Ils Vont [Official site]
Insatiable Critic: Southern Hospitality [NYM]
Mediavore
Sam Mason Needs More Money; Hawaiian Tropic Zone Looking for Studly Men WithIn an effort to change its image as an “upscale Hooters,” Hawaiian Tropic Zone is hiring a beefy male staff “with personality.” [NYDN]
Does Sam Mason need a new financial backer to open Tailor? Those delays cost major cash. [Down by the Hipster]
China has formed a cabinet-level committee to monitor food safety but still calls the national coverage of tainted exports “viciously sensationalized.” [NYT]
In the Magazine
The Center Cannot Hold, and Why Would You Want It To?
This week brings together some disparate threads of the great suffocating quilt that is the New York food world. Modern Spanish and Latin food have almost nothing in common, other than, in the form of Suba and Rayuela, getting one star each from Adam Platt. Uptown Gael Greene rocks out Southern Hospitality. Downtown, Rob and Robin find a chef that knows all there is to know about the frying game and discover what’s happened to restaurant matchbooks in these days of the smoking ban. Plus, Kirby cucumbers are in season this week.
The Other Critics
Monkey Bar Gets Hit; Three Stars for Café BouludPaul Adams liked some things about Monkey Bar, but it’s never a good sign if you hire a famous Chinese chef (Patricia Yeo) and the review includes the words “My neighborhood Chinese takeout does better dumplings.” [NYS]
Café Boulud, in an important rereview, gets three stars — enough to add momentum to Daniel Boulud’s empire building. [NYT]
Insieme looks dull, observes Lauren Collins in The New Yorker, but “profligate flavor and spirited service” show themselves once the food starts coming. [NYer]
NewsFeed
Southern Hospitality Not So Hospitable on Opening NightIt looks like we were lucky to slip into Justin Timberlake’s Southern Hospitality ahead of the opening party, which Jada Yuan reveals was messier than a pulled-pork sandwich. The hickory-smoking heartthrob didn’t show up for three hours and then didn’t really go out of his way to play with the press. Was he in a hurry to throw down with NVIPs Al Sharpton and Lance Bass? Or was he worried Jada would quiz him on how to make “mom’s meatloaf”?
At JT’s Restaurant Opening, Long Waits, Bad PR, and a Gratuitous Insult to Our Intrepid Party Reporter [Daily Intel]

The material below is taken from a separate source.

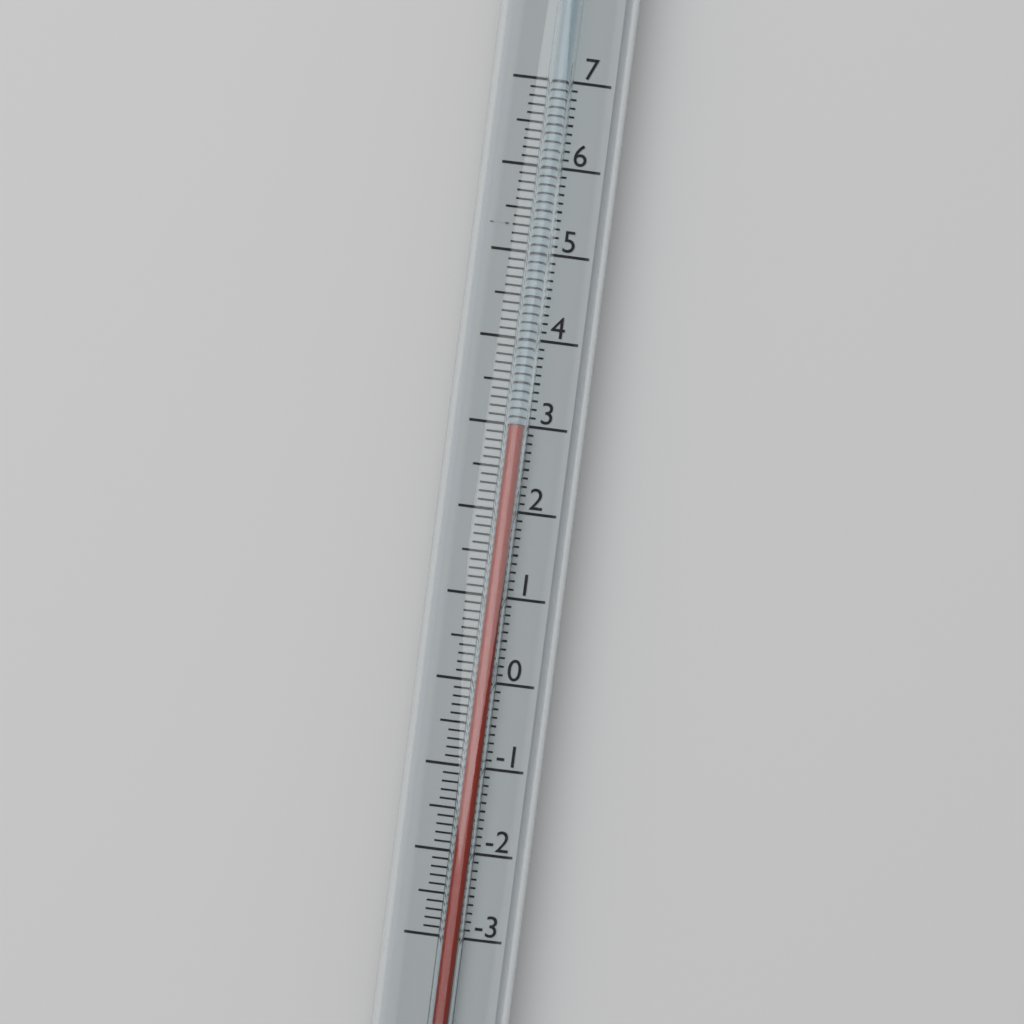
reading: 3.0 (no unit)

Earlier: More Top-Secret Timberlake: The Menu, the VIP Alley, the Back Room
Justin Timberlake Eats Barbecue, Just Like Us!
Openings
More Top-Secret Timberlake: The Menu, the VIP Alley, the Back RoomCrashers like Shaggy and Steve Sands — not to mention token entertainer the Singing Cowboy — may have thought the place to be last night was the opening party for Johnny Utah’s (where the bull overheated halfway through, kicking up a stench that caused us to wonder whether someone’s hair had caught on fire), but as we mentioned earlier, we were more excited about crashing a secret dinner at another barbecue spot, Justin Timberlake’s decidedly lower-key Southern Hospitality.